Thu. Apr 18th, 2024


But there’s also the corrosive nature of their severely messed-up family dynamic, one that Shyamalan, show creator Tony Basgallop, and the rest of the cast and crew seem teed up to conclude in this fourth and final season. Just like each one before it, this season of “Servant” delights in upending the status quo of our not-quite-nuclear family and seeing how it rattles the psyches of everyone involved. The results here, at least in the three episodes available for review, are just as delectable as ever, even if the show feels like it’s rushing to its mandated end.

The first episode, “Pigeon,” brings some of the show’s major plot threads to roost (if you’ll forgive the pun), an almost entirely Leanne-centered episode that also takes her outside the confines of the Turner home for a rare street-level showdown with her former cult, the Church of the Lesser Saints. It’s a staggering work of small-scale suspense, director Dylan Holmes Williams shooing us out of the home into a fumigated street suddenly swarming, zombie-like, with cultists hungry for Leanne’s return. But her mad scramble for survival (including some great setpieces surrounding the Turner’s car, her one bid for safety) soon gives way to another of “Servant”’s brushes with the supernatural; whatever Leanne’s powers are, they’re growing. And whatever grand purpose they’ll be used for, it’s happening soon.

After that largely standalone premiere, “Servant” brings back the Turners and introduces us to the new, queasy status quo for the season. Dorothy returns from a months-long stay in the hospital, bedridden due to the spinal injury she suffered and more suspicious of Leanne than ever before. Sean (Toby Kebbell) has lost himself in the vagaries of celebrity-chef fame; the bits we see of his overwrought TV show, “Gourmet Gauntlet,” are darkly funny reminders that Sean’s detachment and anger push him ever further from his family. Julian (Rupert Grint, always fantastic) has relapsed, trying to figure out where he fits in the family unit, especially since he’s started sleeping with Leanne again. 

By Dave Jenks

Dave Jenks is an American novelist and Veteran of the United States Marine Corps. Between those careers, he’s worked as a deckhand, commercial fisherman, divemaster, taxi driver, construction manager, and over the road truck driver, among many other things. He now lives on a sea island, in the South Carolina Lowcountry, with his wife and youngest daughter. They also have three grown children, five grand children, three dogs and a whole flock of parakeets. Stinnett grew up in Melbourne, Florida and has also lived in the Florida Keys, the Bahamas, and Cozumel, Mexico. His next dream is to one day visit and dive Cuba.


Task instructions: Transcribe each record word for word. Skip the images.

Given entries:
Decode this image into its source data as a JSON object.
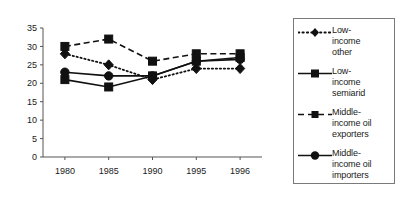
{
  "chart_data": {
    "type": "line",
    "title": "",
    "subtitle": "",
    "xlabel": "",
    "ylabel": "",
    "categories": [
      "1980",
      "1985",
      "1990",
      "1995",
      "1996"
    ],
    "ylim": [
      0,
      35
    ],
    "yticks": [
      0,
      5,
      10,
      15,
      20,
      25,
      30,
      35
    ],
    "grid": false,
    "legend_position": "right",
    "series": [
      {
        "name": "Low-income other",
        "label_lines": "Low-\nincome\nother",
        "values": [
          28,
          25,
          21,
          24,
          24
        ],
        "line_style": "dotted",
        "marker": "diamond",
        "color": "#111111"
      },
      {
        "name": "Low-income semiarid",
        "label_lines": "Low-\nincome\nsemiarid",
        "values": [
          21,
          19,
          22,
          26,
          27
        ],
        "line_style": "solid",
        "marker": "square",
        "color": "#111111"
      },
      {
        "name": "Middle-income oil exporters",
        "label_lines": "Middle-\nincome oil\nexporters",
        "values": [
          30,
          32,
          26,
          28,
          28
        ],
        "line_style": "dashed",
        "marker": "square",
        "color": "#111111"
      },
      {
        "name": "Middle-income oil importers",
        "label_lines": "Middle-\nincome oil\nimporters",
        "values": [
          23,
          22,
          22,
          26,
          26.5
        ],
        "line_style": "solid",
        "marker": "circle",
        "color": "#111111"
      }
    ]
  },
  "axes": {
    "ytick_labels": [
      "0",
      "5",
      "10",
      "15",
      "20",
      "25",
      "30",
      "35"
    ],
    "xtick_labels": [
      "1980",
      "1985",
      "1990",
      "1995",
      "1996"
    ]
  },
  "legend": {
    "items": [
      {
        "label": "Low-\nincome\nother"
      },
      {
        "label": "Low-\nincome\nsemiarid"
      },
      {
        "label": "Middle-\nincome oil\nexporters"
      },
      {
        "label": "Middle-\nincome oil\nimporters"
      }
    ]
  }
}
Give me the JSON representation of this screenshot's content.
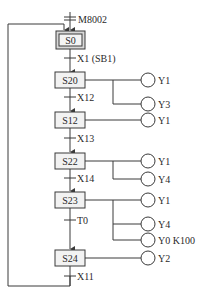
{
  "diagram": {
    "type": "sequential function chart",
    "line_color": "#3a3a3a",
    "step_fill": "#f2f2f2",
    "initial_step_fill": "#d8d8d8",
    "initial_transition": {
      "label": "M8002"
    },
    "steps": [
      {
        "id": "S0",
        "label": "S0",
        "initial": true,
        "outputs": []
      },
      {
        "id": "S20",
        "label": "S20",
        "outputs": [
          {
            "label": "Y1"
          },
          {
            "label": "Y3"
          }
        ]
      },
      {
        "id": "S12",
        "label": "S12",
        "outputs": [
          {
            "label": "Y1"
          }
        ]
      },
      {
        "id": "S22",
        "label": "S22",
        "outputs": [
          {
            "label": "Y1"
          },
          {
            "label": "Y4"
          }
        ]
      },
      {
        "id": "S23",
        "label": "S23",
        "outputs": [
          {
            "label": "Y1"
          },
          {
            "label": "Y4"
          },
          {
            "label": "Y0 K100"
          }
        ]
      },
      {
        "id": "S24",
        "label": "S24",
        "outputs": [
          {
            "label": "Y2"
          }
        ]
      }
    ],
    "transitions": [
      {
        "from": "S0",
        "to": "S20",
        "label": "X1 (SB1)"
      },
      {
        "from": "S20",
        "to": "S12",
        "label": "X12"
      },
      {
        "from": "S12",
        "to": "S22",
        "label": "X13"
      },
      {
        "from": "S22",
        "to": "S23",
        "label": "X14"
      },
      {
        "from": "S23",
        "to": "S24",
        "label": "T0"
      },
      {
        "from": "S24",
        "to": "S0",
        "label": "X11"
      }
    ]
  }
}
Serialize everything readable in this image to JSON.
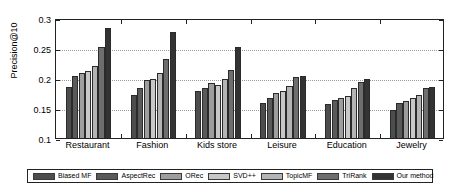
{
  "chart_data": {
    "type": "bar",
    "title": "",
    "xlabel": "",
    "ylabel": "Precision@10",
    "ylim": [
      0.1,
      0.3
    ],
    "yticks": [
      "0.1",
      "0.15",
      "0.2",
      "0.25",
      "0.3"
    ],
    "ytick_values": [
      0.1,
      0.15,
      0.2,
      0.25,
      0.3
    ],
    "grid": true,
    "legend_position": "bottom",
    "categories": [
      "Restaurant",
      "Fashion",
      "Kids store",
      "Leisure",
      "Education",
      "Jewelry"
    ],
    "series": [
      {
        "name": "Biased MF",
        "color": "#4d4d4d",
        "values": [
          0.185,
          0.172,
          0.178,
          0.159,
          0.156,
          0.146
        ]
      },
      {
        "name": "AspectRec",
        "color": "#5a5a5a",
        "values": [
          0.204,
          0.183,
          0.183,
          0.166,
          0.163,
          0.158
        ]
      },
      {
        "name": "ORec",
        "color": "#9e9e9e",
        "values": [
          0.208,
          0.196,
          0.192,
          0.175,
          0.166,
          0.162
        ]
      },
      {
        "name": "SVD++",
        "color": "#c8c8c8",
        "values": [
          0.212,
          0.199,
          0.188,
          0.179,
          0.17,
          0.167
        ]
      },
      {
        "name": "TopicMF",
        "color": "#b4b4b4",
        "values": [
          0.22,
          0.208,
          0.199,
          0.187,
          0.184,
          0.172
        ]
      },
      {
        "name": "TriRank",
        "color": "#6e6e6e",
        "values": [
          0.252,
          0.232,
          0.214,
          0.202,
          0.194,
          0.183
        ]
      },
      {
        "name": "Our method",
        "color": "#333333",
        "values": [
          0.283,
          0.277,
          0.252,
          0.203,
          0.198,
          0.185
        ]
      }
    ]
  },
  "axes": {
    "y_axis_title": "Precision@10"
  }
}
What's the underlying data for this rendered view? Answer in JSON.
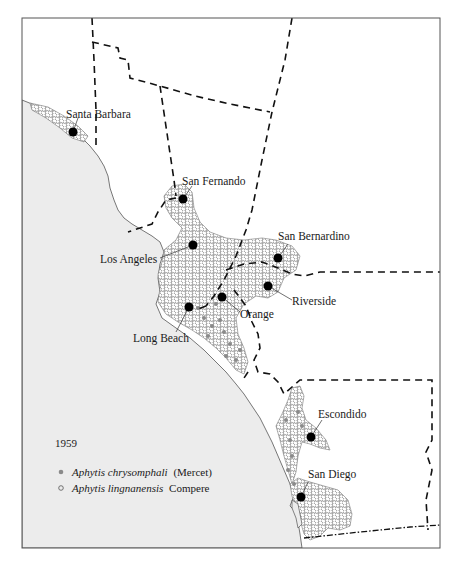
{
  "map": {
    "title_year": "1959",
    "colors": {
      "ocean": "#ececec",
      "land": "#ffffff",
      "frame": "#555555",
      "boundary": "#111111",
      "city_dot": "#000000",
      "chrysomphali_dot": "#8a8a8a",
      "lingnanensis_circle": "#777777"
    },
    "cities": [
      {
        "name": "Santa Barbara",
        "x": 73,
        "y": 132
      },
      {
        "name": "San Fernando",
        "x": 183,
        "y": 199
      },
      {
        "name": "Los Angeles",
        "x": 193,
        "y": 245
      },
      {
        "name": "San Bernardino",
        "x": 278,
        "y": 258
      },
      {
        "name": "Riverside",
        "x": 268,
        "y": 286
      },
      {
        "name": "Orange",
        "x": 222,
        "y": 297
      },
      {
        "name": "Long Beach",
        "x": 189,
        "y": 307
      },
      {
        "name": "Escondido",
        "x": 311,
        "y": 437
      },
      {
        "name": "San Diego",
        "x": 301,
        "y": 497
      }
    ],
    "labels": {
      "santa_barbara": "Santa Barbara",
      "san_fernando": "San Fernando",
      "los_angeles": "Los Angeles",
      "san_bernardino": "San Bernardino",
      "riverside": "Riverside",
      "orange": "Orange",
      "long_beach": "Long Beach",
      "escondido": "Escondido",
      "san_diego": "San Diego"
    }
  },
  "legend": {
    "year": "1959",
    "items": [
      {
        "symbol": "filled-gray-dot",
        "genus_species": "Aphytis chrysomphali",
        "authority": "(Mercet)"
      },
      {
        "symbol": "open-circle",
        "genus_species": "Aphytis lingnanensis",
        "authority": "Compere"
      }
    ]
  }
}
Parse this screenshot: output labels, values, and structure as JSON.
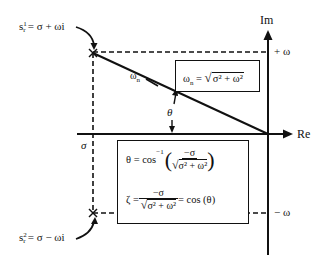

Solution for this problem:
Decode this image into its source data as a JSON object.
{
  "chart_data": {
    "type": "line",
    "title": "",
    "subtitle": "",
    "xlabel": "",
    "ylabel": "",
    "categories": [
      "1980",
      "1985",
      "1990",
      "1995",
      "1996"
    ],
    "ylim": [
      0,
      35
    ],
    "yticks": [
      0,
      5,
      10,
      15,
      20,
      25,
      30,
      35
    ],
    "grid": false,
    "legend_position": "right",
    "series": [
      {
        "name": "Low-income other",
        "label_lines": "Low-\nincome\nother",
        "values": [
          28,
          25,
          21,
          24,
          24
        ],
        "line_style": "dotted",
        "marker": "diamond",
        "color": "#111111"
      },
      {
        "name": "Low-income semiarid",
        "label_lines": "Low-\nincome\nsemiarid",
        "values": [
          21,
          19,
          22,
          26,
          27
        ],
        "line_style": "solid",
        "marker": "square",
        "color": "#111111"
      },
      {
        "name": "Middle-income oil exporters",
        "label_lines": "Middle-\nincome oil\nexporters",
        "values": [
          30,
          32,
          26,
          28,
          28
        ],
        "line_style": "dashed",
        "marker": "square",
        "color": "#111111"
      },
      {
        "name": "Middle-income oil importers",
        "label_lines": "Middle-\nincome oil\nimporters",
        "values": [
          23,
          22,
          22,
          26,
          26.5
        ],
        "line_style": "solid",
        "marker": "circle",
        "color": "#111111"
      }
    ]
  },
  "axes": {
    "ytick_labels": [
      "0",
      "5",
      "10",
      "15",
      "20",
      "25",
      "30",
      "35"
    ],
    "xtick_labels": [
      "1980",
      "1985",
      "1990",
      "1995",
      "1996"
    ]
  },
  "legend": {
    "items": [
      {
        "label": "Low-\nincome\nother"
      },
      {
        "label": "Low-\nincome\nsemiarid"
      },
      {
        "label": "Middle-\nincome oil\nexporters"
      },
      {
        "label": "Middle-\nincome oil\nimporters"
      }
    ]
  }
}
Give me the JSON representation of this screenshot's content.
{
  "diagram": {
    "type": "sequential function chart",
    "line_color": "#3a3a3a",
    "step_fill": "#f2f2f2",
    "initial_step_fill": "#d8d8d8",
    "initial_transition": {
      "label": "M8002"
    },
    "steps": [
      {
        "id": "S0",
        "label": "S0",
        "initial": true,
        "outputs": []
      },
      {
        "id": "S20",
        "label": "S20",
        "outputs": [
          {
            "label": "Y1"
          },
          {
            "label": "Y3"
          }
        ]
      },
      {
        "id": "S12",
        "label": "S12",
        "outputs": [
          {
            "label": "Y1"
          }
        ]
      },
      {
        "id": "S22",
        "label": "S22",
        "outputs": [
          {
            "label": "Y1"
          },
          {
            "label": "Y4"
          }
        ]
      },
      {
        "id": "S23",
        "label": "S23",
        "outputs": [
          {
            "label": "Y1"
          },
          {
            "label": "Y4"
          },
          {
            "label": "Y0 K100"
          }
        ]
      },
      {
        "id": "S24",
        "label": "S24",
        "outputs": [
          {
            "label": "Y2"
          }
        ]
      }
    ],
    "transitions": [
      {
        "from": "S0",
        "to": "S20",
        "label": "X1 (SB1)"
      },
      {
        "from": "S20",
        "to": "S12",
        "label": "X12"
      },
      {
        "from": "S12",
        "to": "S22",
        "label": "X13"
      },
      {
        "from": "S22",
        "to": "S23",
        "label": "X14"
      },
      {
        "from": "S23",
        "to": "S24",
        "label": "T0"
      },
      {
        "from": "S24",
        "to": "S0",
        "label": "X11"
      }
    ]
  }
}
Serialize everything readable in this image to JSON.
{
  "chart_data": {
    "type": "bar",
    "title": "",
    "xlabel": "",
    "ylabel": "Precision@10",
    "ylim": [
      0.1,
      0.3
    ],
    "yticks": [
      "0.1",
      "0.15",
      "0.2",
      "0.25",
      "0.3"
    ],
    "ytick_values": [
      0.1,
      0.15,
      0.2,
      0.25,
      0.3
    ],
    "grid": true,
    "legend_position": "bottom",
    "categories": [
      "Restaurant",
      "Fashion",
      "Kids store",
      "Leisure",
      "Education",
      "Jewelry"
    ],
    "series": [
      {
        "name": "Biased MF",
        "color": "#4d4d4d",
        "values": [
          0.185,
          0.172,
          0.178,
          0.159,
          0.156,
          0.146
        ]
      },
      {
        "name": "AspectRec",
        "color": "#5a5a5a",
        "values": [
          0.204,
          0.183,
          0.183,
          0.166,
          0.163,
          0.158
        ]
      },
      {
        "name": "ORec",
        "color": "#9e9e9e",
        "values": [
          0.208,
          0.196,
          0.192,
          0.175,
          0.166,
          0.162
        ]
      },
      {
        "name": "SVD++",
        "color": "#c8c8c8",
        "values": [
          0.212,
          0.199,
          0.188,
          0.179,
          0.17,
          0.167
        ]
      },
      {
        "name": "TopicMF",
        "color": "#b4b4b4",
        "values": [
          0.22,
          0.208,
          0.199,
          0.187,
          0.184,
          0.172
        ]
      },
      {
        "name": "TriRank",
        "color": "#6e6e6e",
        "values": [
          0.252,
          0.232,
          0.214,
          0.202,
          0.194,
          0.183
        ]
      },
      {
        "name": "Our method",
        "color": "#333333",
        "values": [
          0.283,
          0.277,
          0.252,
          0.203,
          0.198,
          0.185
        ]
      }
    ]
  },
  "axes": {
    "y_axis_title": "Precision@10"
  }
}
What's the underlying data for this rendered view? Answer in JSON.
{
  "map": {
    "title_year": "1959",
    "colors": {
      "ocean": "#ececec",
      "land": "#ffffff",
      "frame": "#555555",
      "boundary": "#111111",
      "city_dot": "#000000",
      "chrysomphali_dot": "#8a8a8a",
      "lingnanensis_circle": "#777777"
    },
    "cities": [
      {
        "name": "Santa Barbara",
        "x": 73,
        "y": 132
      },
      {
        "name": "San Fernando",
        "x": 183,
        "y": 199
      },
      {
        "name": "Los Angeles",
        "x": 193,
        "y": 245
      },
      {
        "name": "San Bernardino",
        "x": 278,
        "y": 258
      },
      {
        "name": "Riverside",
        "x": 268,
        "y": 286
      },
      {
        "name": "Orange",
        "x": 222,
        "y": 297
      },
      {
        "name": "Long Beach",
        "x": 189,
        "y": 307
      },
      {
        "name": "Escondido",
        "x": 311,
        "y": 437
      },
      {
        "name": "San Diego",
        "x": 301,
        "y": 497
      }
    ],
    "labels": {
      "santa_barbara": "Santa Barbara",
      "san_fernando": "San Fernando",
      "los_angeles": "Los Angeles",
      "san_bernardino": "San Bernardino",
      "riverside": "Riverside",
      "orange": "Orange",
      "long_beach": "Long Beach",
      "escondido": "Escondido",
      "san_diego": "San Diego"
    }
  },
  "legend": {
    "year": "1959",
    "items": [
      {
        "symbol": "filled-gray-dot",
        "genus_species": "Aphytis chrysomphali",
        "authority": "(Mercet)"
      },
      {
        "symbol": "open-circle",
        "genus_species": "Aphytis lingnanensis",
        "authority": "Compere"
      }
    ]
  }
}
Parse this screenshot: output labels, values, and structure as JSON.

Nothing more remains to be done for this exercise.